Written on Thursday, 02 September 2010 16:16
For many years the Australian rugby side has been one of the smartest if not always the best team on the planet.
Calm under pressure, able to think on their feet, the Wallabies have been astute enough to embellish what works for them and learn quickly what doesn't. They set the bar high and take personal responsibility for failure.
They're a sports psychologist's dream. Think back to Michael Lynagh -- who happens to be the son of a leading sports psychologist -- somehow engineering a victory in the 1991 World Cup quarterfinal after Ireland had crossed for a game leading try with just minutes to go, or John Eales, the affable and unflappable champion second rower, popping over the match and Bledisloe Cup-winning goal as time ran out in 2000.
Even over the last eight or nine years as the talent pool has thinned, the Wallabies have played some smart footy, outmanoeuvering in lieu of outmuscling the opposition on occasion, and always seeking ways to make up for a lack of power with an abundance of guile.
But unmistakably there has been an unsettling change in the psyche of the squad that has battled through a terrible injury crisis and endured a string of gutting results under coach Robbie Deans.
Hate to trot out the shonky shrink-speak, but last week's sad 44-31 capitulation to the Springboks wasn't just a defeat but an unforgivable surrender before certain victory.
There's an unarguable tendency for this Wallabies team to fall apart in the second half of matches, or at least for good-and-decisive slabs of time.
You get the feeling that when they're "visualising" or "mentally rehearsing" games as their shrinks want them to, they're including that seemingly inevitable period when the opposition slams them for 20 points to get back into the game.
A lack of depth and arguably (last week) poor use of the bench, exacerbate the problem, but these fellas are bordering on being big-match basket cases and terrifyingly this weekend's decisive third Mandela Plate match against the Springboks in Bloemfontein could be final straw.
Deans, with a couple of extra players to choose from again, has taken the not-so-bold step of replacing three forwards: the hard-working but undersized Dean Mumm; Saia Faingaa who made a few terrible clangers amid his bustling performance in Pretoria last week and No. 8 Richard Brown, inexplicably an underperformer all season.
Mark Chisholm gets yet another chance to revive his test career as Mumm's replacement while Stephen Moore takes his rightful place as the Wallabies‘ hooker in Tatafu Polota-Nau's continued injury absence. Ben McCalman, 22, comes in for Brown, playing his first run-on Test for the Wallabies and possibly adding aggression to the pack but depriving Australia of a real No. 8.
"All three of the players coming into the pack will offer us energy," says Deans, ironically a master of psycho babble and diplomatic stonewalling.
Crucially, second rower and lineout ace Nathan Sharpe will start his 87th test match, despite an ankle injury which sent him off 64 minutes into last weekend's game. It's difficult to imagine that contest would have turned out as it did had he remained on the park.
The Springboks remain a settled unit, making just one change in the pack, which should be good news for the Wallabies, despite the fact the Australians have the yips. This South Africans are intelligent, brave and collected (compared to the flakey Aussies), but they are also old, slow and susceptible.
The stats tell a tough tale in terms of the Aussie prospects: still no win at altitude in South Africa since 1963, and only one win this season and one last season in the Tri-Nations for the Wallabies.
Despite the horror of the Pretoria loss, Deans and Aussie fans in general should take heart from the style of the Wallabies' attacking play in that match. Fullback Kurtley Beale was nothing short of brilliant and Quade Cooper again proved he's the real deal.
Cooper's weak defence is an issue, but he's worth more points to Australia than the opposition.
Other positives sports psychologists would be emphasising include the fact that it's hard to imagine Adam Ashley-Cooper playing a poor game two weeks on the trot and James O'Connor, though still not an organised winger, demonstrated for the first time last week he's capable of filling the role.
Hopefully, too, this week the coaching staff won't be blind to the fact that Will Genia, for all he's worth to this Australian outfit, has been fading badly late in the last few Tests -- understandable given he's coming back from a serious injury. For all the shortcomings of Luke Burgess (pictured, above) -- and they are considerable -- he really needs to be considered to take over at the base in the twilight of matches.
The end of the long torrid season is in sight for the Australians who can take solace from a popular motivational adage when they line up against New Zealand in Sydney for the last Tri-Nations test on September 11 seeking their first victory in 10 encounters with the Kiwis: "Perseverance," they say, "is failing nine times and succeeding the tenth."
But before that, the demons must be exorcised against the Boks.
Something tells me a change is gonna come: the Wallabies by 15.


(TASK PROMPT):
Work through the data below and give the number of lines holding "Contact", nothing more.

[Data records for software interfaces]

___

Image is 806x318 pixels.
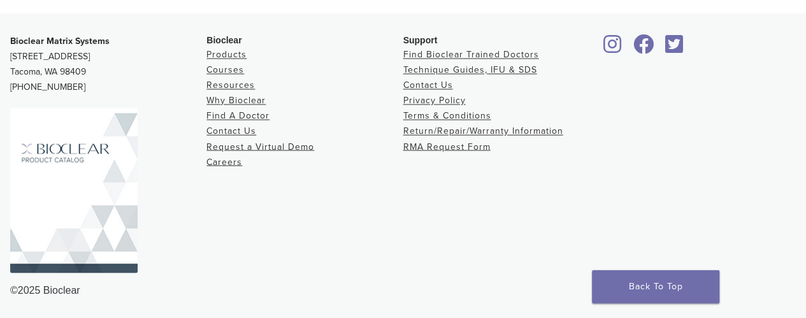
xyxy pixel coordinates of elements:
a: Why Bioclear [207,95,266,106]
strong: Bioclear Matrix Systems [10,36,110,47]
p: [STREET_ADDRESS] Tacoma, WA 98409 [PHONE_NUMBER] [10,34,207,95]
span: Support [404,35,438,45]
a: Technique Guides, IFU & SDS [404,64,537,75]
span: Bioclear [207,35,242,45]
a: Bioclear [629,42,658,55]
div: ©2025 Bioclear [10,282,796,298]
img: Bioclear [10,108,138,273]
a: Contact Us [207,126,256,136]
a: Request a Virtual Demo [207,141,314,152]
a: Find Bioclear Trained Doctors [404,49,539,60]
a: Products [207,49,247,60]
a: Terms & Conditions [404,110,491,121]
a: Privacy Policy [404,95,466,106]
a: Find A Doctor [207,110,270,121]
a: Return/Repair/Warranty Information [404,126,564,136]
a: Bioclear [600,42,627,55]
a: Courses [207,64,244,75]
a: Back To Top [592,270,720,303]
a: RMA Request Form [404,141,491,152]
a: Contact Us [404,80,453,91]
a: Careers [207,156,242,167]
a: Bioclear [661,42,688,55]
a: Resources [207,80,255,91]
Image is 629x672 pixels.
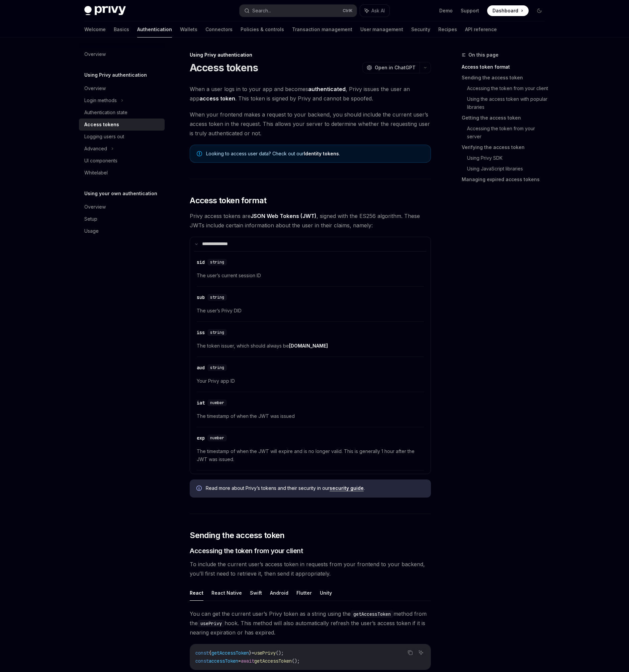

___

(TASK RESULT):
2